Why the Minimalist Bedroom Feels Out of Reach
The most common reason people feel overwhelmed by the prospect of decluttering their bedroom is that they're trying to approach it as a single, massive task. It isn't. It's a series of small, manageable decisions that — made over time — add up to a significant transformation. The key is to start somewhere specific rather than trying to tackle everything at once.
Start With Clothes (Always Start With Clothes)
Clothes are responsible for the majority of bedroom clutter in most homes. And within the clothes category, the single biggest source of visual chaos is the worn-but-clean pile: the items that have been worn once or twice and are hovering between the wardrobe and the laundry. Before you think about decluttering your wardrobe, before you buy a single storage solution, sort out where these in-between clothes live.
Give them a designated spot — a hook, a ladder, a Floordrobe® — and keep that spot contained. This single step removes a significant portion of the clutter from most bedrooms and gives you a cleaner base to work from.
The Three-Pile Wardrobe Method
Once the in-between clothes are sorted, tackle the wardrobe. Take everything out and create three piles: keep, donate, and unsure. The keep pile goes back in neatly. The donate pile leaves the house. The unsure pile goes back in, and anything in it that you haven't reached for in three months joins the donate pile on your next pass.
The goal isn't to have fewer clothes per se — it's to have only clothes you actually wear. A wardrobe full of things you love and reach for regularly is far more functional (and far less stressful) than one packed with things you're keeping 'just in case'.
Clear Every Surface
Surfaces are the next priority. Bedside tables, dressers, windowsills — clear them completely, then put back only what you actively use and what you find genuinely pleasant to look at. Everything else finds a home inside a drawer or cupboard, or leaves the room entirely.
Address the Floor
A clear floor is one of the most impactful things you can do for a bedroom. It makes the room feel significantly larger, and it creates a sense of calm that's hard to achieve when things are covering the floor. Once the in-between clothes have a home (see above), the floor tends to stay clear with minimal effort.

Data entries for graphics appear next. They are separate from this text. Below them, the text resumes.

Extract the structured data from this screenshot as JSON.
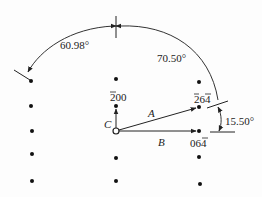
{
  "diagram": {
    "title": "",
    "angles": {
      "a1": "60.98°",
      "a2": "70.50°",
      "a3": "15.50°"
    },
    "vectors": {
      "A": "A",
      "B": "B",
      "C": "C"
    },
    "indices": {
      "i200": "200",
      "i264": "264",
      "i064": "064"
    },
    "colors": {
      "ink": "#222222",
      "background": "#fdfdfd"
    }
  }
}
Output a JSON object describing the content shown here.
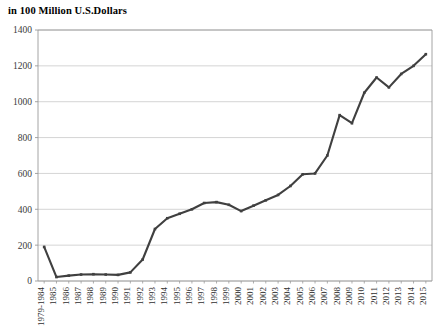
{
  "chart_title": "in 100 Million U.S.Dollars",
  "colors": {
    "line": "#404040",
    "gridline": "#c9c9c9",
    "axis": "#9a9a9a",
    "tick_text": "#333333",
    "background": "#ffffff"
  },
  "chart_data": {
    "type": "line",
    "title": "in 100 Million U.S.Dollars",
    "xlabel": "",
    "ylabel": "",
    "ylim": [
      0,
      1400
    ],
    "ytick_labels": [
      "0",
      "200",
      "400",
      "600",
      "800",
      "1000",
      "1200",
      "1400"
    ],
    "ytick_values": [
      0,
      200,
      400,
      600,
      800,
      1000,
      1200,
      1400
    ],
    "grid": "horizontal",
    "legend": "none",
    "markers": true,
    "categories": [
      "1979-1984",
      "1985",
      "1986",
      "1987",
      "1988",
      "1989",
      "1990",
      "1991",
      "1992",
      "1993",
      "1994",
      "1995",
      "1996",
      "1997",
      "1998",
      "1999",
      "2000",
      "2001",
      "2002",
      "2003",
      "2004",
      "2005",
      "2006",
      "2007",
      "2008",
      "2009",
      "2010",
      "2011",
      "2012",
      "2013",
      "2014",
      "2015"
    ],
    "values": [
      190,
      22,
      30,
      36,
      38,
      36,
      34,
      48,
      120,
      290,
      350,
      375,
      400,
      435,
      440,
      425,
      390,
      420,
      450,
      480,
      530,
      595,
      600,
      700,
      925,
      880,
      1050,
      1135,
      1080,
      1155,
      1200,
      1265
    ],
    "series": [
      {
        "name": "value",
        "values": [
          190,
          22,
          30,
          36,
          38,
          36,
          34,
          48,
          120,
          290,
          350,
          375,
          400,
          435,
          440,
          425,
          390,
          420,
          450,
          480,
          530,
          595,
          600,
          700,
          925,
          880,
          1050,
          1135,
          1080,
          1155,
          1200,
          1265
        ]
      }
    ]
  },
  "plot_geometry": {
    "left": 38,
    "right": 432,
    "top": 30,
    "bottom": 281
  }
}
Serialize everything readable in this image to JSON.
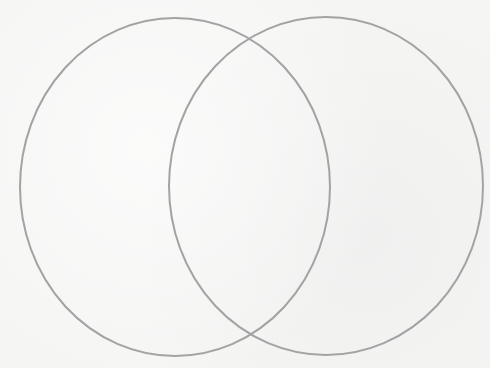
{
  "diagram": {
    "type": "venn",
    "background_color": "#f5f5f4",
    "stroke_color": "#a3a3a3",
    "stroke_width": 2,
    "sets": [
      {
        "id": "left",
        "label": "",
        "cx": 175,
        "cy": 187,
        "rx": 155,
        "ry": 169
      },
      {
        "id": "right",
        "label": "",
        "cx": 326,
        "cy": 186,
        "rx": 157,
        "ry": 169
      }
    ],
    "intersection_label": ""
  }
}
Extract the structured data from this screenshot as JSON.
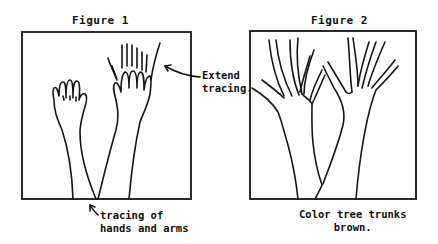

Think in Terms of Categories, Not Zones
Rather than thinking 'I'll tidy the left side of the room today', think in categories: clothes, books, accessories, technology. Working through one category at a time means every decision you make is consistent, and you can see genuine progress rather than moving clutter from one part of the room to another.
Resist the Urge to Buy More Storage
This is a common trap: the feeling that what you need is more places to put things. Usually, what you actually need is fewer things. Storage solutions can help, but they should come after a declutter, not instead of one. The exception is the in-between clothes category — that genuinely does need a dedicated space, and a slim clothes ladder is a reasonable investment that doesn't add to the clutter problem.
Maintain, Don't Restart
The goal of a first declutter isn't to reach a perfect endpoint — it's to establish a base from which maintaining is easy. Spend ten minutes a week resetting the room, and you'll never have to do the big declutter again. Minimalism is a habit, not a project.
Starting your bedroom reset?
The Floordrobe® solves the worn-but-clean clothes problem in one step. Find it at floordrobe.co.